Sal chuckles. “He adores you, Lacey. He’ll forgive you.”
Lacey doesn’t know about that.
She saw it on Seth’s face last night. She had hurt him. Horribly. While he was fighting for them, she was channeling that ice-cold chill that let her walk away from things she got too close to.
Anguish twists her heart. She should have talked with him about her fears instead of springing the news on him. She should have done a lot of things differently. He had left so abruptly, racing his Bronco out of the drive. She doesn’t even know where he is or what he’s doing. He left alone and hurt and angry. And she did that.
Sal’s soft voice rouses her. “Take it from me. It’s never too late.”
Lacey chews a nail. “I don’t know, Sal.”
“I’m selfish. I want you here in Nashville,” Sal says with a mischievous grin that soon sobers. “But Seth needs you. He loves you, Lacey.” Her sister floats her a smile. “Think about it.”
Sal stands, moving to the door as Lacey weighs the options—packing a bag or picking up the phone. Both have her chickening out all over again.
A harsh gasp cuts the silence of the room.
Lacey glances over her shoulder to see Sal gripping the doorknob tight. Her eyes slammed shut. Winston bounds off the bed.
Lacey’s brow lifts in suspicion. “Very funny, Sal.” She stands, balling up a shirt and tossing it into a suitcase. “Luke isn’t here. So take your jokes somewhere else.”
Suddenly, Sal doubles over, letting out a sharp cry. Her hands cradle the high swell of her belly.
Lacey hurries to Sal, panic turning her stomach. “Sal? What is it?”
Sal sags against the wall, lifting her wide-eyed gaze to Lacey.
But Lacey’s looking down.
“Oh no,” she whispers, horrified. The entire front of Sal’s dress is stained with blood. “No.”
Seth bypasses the bartender as she’s flipping the Tonk’s sign from Closed to Open. She arcs a brow, turning to watch him sit on a stool in the empty bar. “Early mornin’.”

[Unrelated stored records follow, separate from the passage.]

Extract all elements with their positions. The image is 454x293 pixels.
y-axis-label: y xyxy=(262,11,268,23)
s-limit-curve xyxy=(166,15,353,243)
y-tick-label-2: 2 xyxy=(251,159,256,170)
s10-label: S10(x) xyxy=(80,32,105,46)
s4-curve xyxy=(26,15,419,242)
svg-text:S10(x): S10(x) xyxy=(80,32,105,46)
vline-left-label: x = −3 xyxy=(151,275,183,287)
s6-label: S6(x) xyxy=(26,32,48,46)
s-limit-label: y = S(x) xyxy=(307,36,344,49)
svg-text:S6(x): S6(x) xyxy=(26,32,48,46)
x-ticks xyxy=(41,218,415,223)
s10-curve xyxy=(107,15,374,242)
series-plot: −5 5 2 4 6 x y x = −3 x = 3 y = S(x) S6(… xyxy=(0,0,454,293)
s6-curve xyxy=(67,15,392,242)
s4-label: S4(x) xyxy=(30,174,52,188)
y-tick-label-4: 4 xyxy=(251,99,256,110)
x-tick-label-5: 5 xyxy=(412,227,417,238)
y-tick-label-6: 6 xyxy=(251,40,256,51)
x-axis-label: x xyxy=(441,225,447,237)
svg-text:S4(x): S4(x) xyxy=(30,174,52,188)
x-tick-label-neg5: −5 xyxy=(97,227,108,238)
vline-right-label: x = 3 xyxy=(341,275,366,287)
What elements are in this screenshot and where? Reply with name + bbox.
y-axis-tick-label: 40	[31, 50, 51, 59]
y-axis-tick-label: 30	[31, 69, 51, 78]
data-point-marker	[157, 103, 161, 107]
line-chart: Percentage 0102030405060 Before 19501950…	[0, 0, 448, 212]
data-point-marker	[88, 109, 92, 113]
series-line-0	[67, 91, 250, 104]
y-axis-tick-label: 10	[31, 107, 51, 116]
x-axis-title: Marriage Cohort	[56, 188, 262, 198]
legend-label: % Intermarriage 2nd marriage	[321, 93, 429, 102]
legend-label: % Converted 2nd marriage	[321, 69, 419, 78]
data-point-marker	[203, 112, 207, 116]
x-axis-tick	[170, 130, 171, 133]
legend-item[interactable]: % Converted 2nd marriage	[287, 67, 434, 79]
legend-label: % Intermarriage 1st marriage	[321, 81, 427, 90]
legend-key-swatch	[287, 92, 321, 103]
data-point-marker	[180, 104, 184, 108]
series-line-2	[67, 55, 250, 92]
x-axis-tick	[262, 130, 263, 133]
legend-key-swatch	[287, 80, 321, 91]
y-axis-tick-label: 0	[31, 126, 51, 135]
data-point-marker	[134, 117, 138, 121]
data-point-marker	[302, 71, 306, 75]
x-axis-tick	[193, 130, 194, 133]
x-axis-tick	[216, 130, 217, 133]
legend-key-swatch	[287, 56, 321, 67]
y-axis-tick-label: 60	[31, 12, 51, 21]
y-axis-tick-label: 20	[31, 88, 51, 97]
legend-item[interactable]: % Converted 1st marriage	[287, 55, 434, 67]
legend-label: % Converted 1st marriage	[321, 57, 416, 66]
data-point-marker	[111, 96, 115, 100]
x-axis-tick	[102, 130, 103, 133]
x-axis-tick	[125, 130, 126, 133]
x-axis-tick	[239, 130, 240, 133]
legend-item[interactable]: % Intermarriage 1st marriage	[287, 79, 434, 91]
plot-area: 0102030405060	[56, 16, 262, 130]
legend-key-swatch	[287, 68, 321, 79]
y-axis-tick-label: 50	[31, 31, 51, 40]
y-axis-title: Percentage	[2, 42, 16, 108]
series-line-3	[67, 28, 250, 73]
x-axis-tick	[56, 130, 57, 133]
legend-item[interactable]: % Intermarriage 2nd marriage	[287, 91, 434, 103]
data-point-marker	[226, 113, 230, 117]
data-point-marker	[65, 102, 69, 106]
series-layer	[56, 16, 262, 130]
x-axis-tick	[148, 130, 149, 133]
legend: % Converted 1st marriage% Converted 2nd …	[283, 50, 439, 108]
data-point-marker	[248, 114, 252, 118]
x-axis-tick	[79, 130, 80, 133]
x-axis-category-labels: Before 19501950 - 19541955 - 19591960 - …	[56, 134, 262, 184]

“Bad mornin’,” Seth groans, leaning on his elbows to dip his face in his hands.
He slept like hell last night. After he left the farm, he drove around Nashville wanting to rip up the town, to wreck himself, but he decided that’s what got him in trouble in the first place. Instead, he went back to his apartment, cranked on his records as loud as they could go, screened every call from Luke, and passed out after his fifth glass of whiskey.
“Somethin’ I can get you?” the bartender asks, pushing a napkin square his way.
“A beer. Tomato juice.”
“You got it.” She moves down to the other side of the bar, flipping on the neon above the bar.
Seth swivels his eyes around the familiar surroundings. The cheap wood paneling, the neon lights, the corner jukebox. He’s a sick son of a bitch coming to Tonk’s. He considered it his and Lacey’s bar. But then again, it’s a fitting spot to mourn. To pour one out to whatever the fuck happened last night.
Even though it’s the last thing he wants to do.
The bartender drops the drinks, and he grips the beer tight. His knuckles wrapped white around the glass. He stares into the foamy liquid, wishing it had all the answers instead of just a bad headache waiting for him at the end of it.
But hell, he doesn’t need a crystal ball or a beer to tell him what went wrong.
He knows.
He went wrong.
Last night, he had been believing Lacey was done, thought she was saying she didn’t care for him. But now, in the clear light of morning, he’s seeing differently. Replaying that conversation over and over in his mind. And what she was really saying was that she scared for them.
She was getting out first before she got hurt.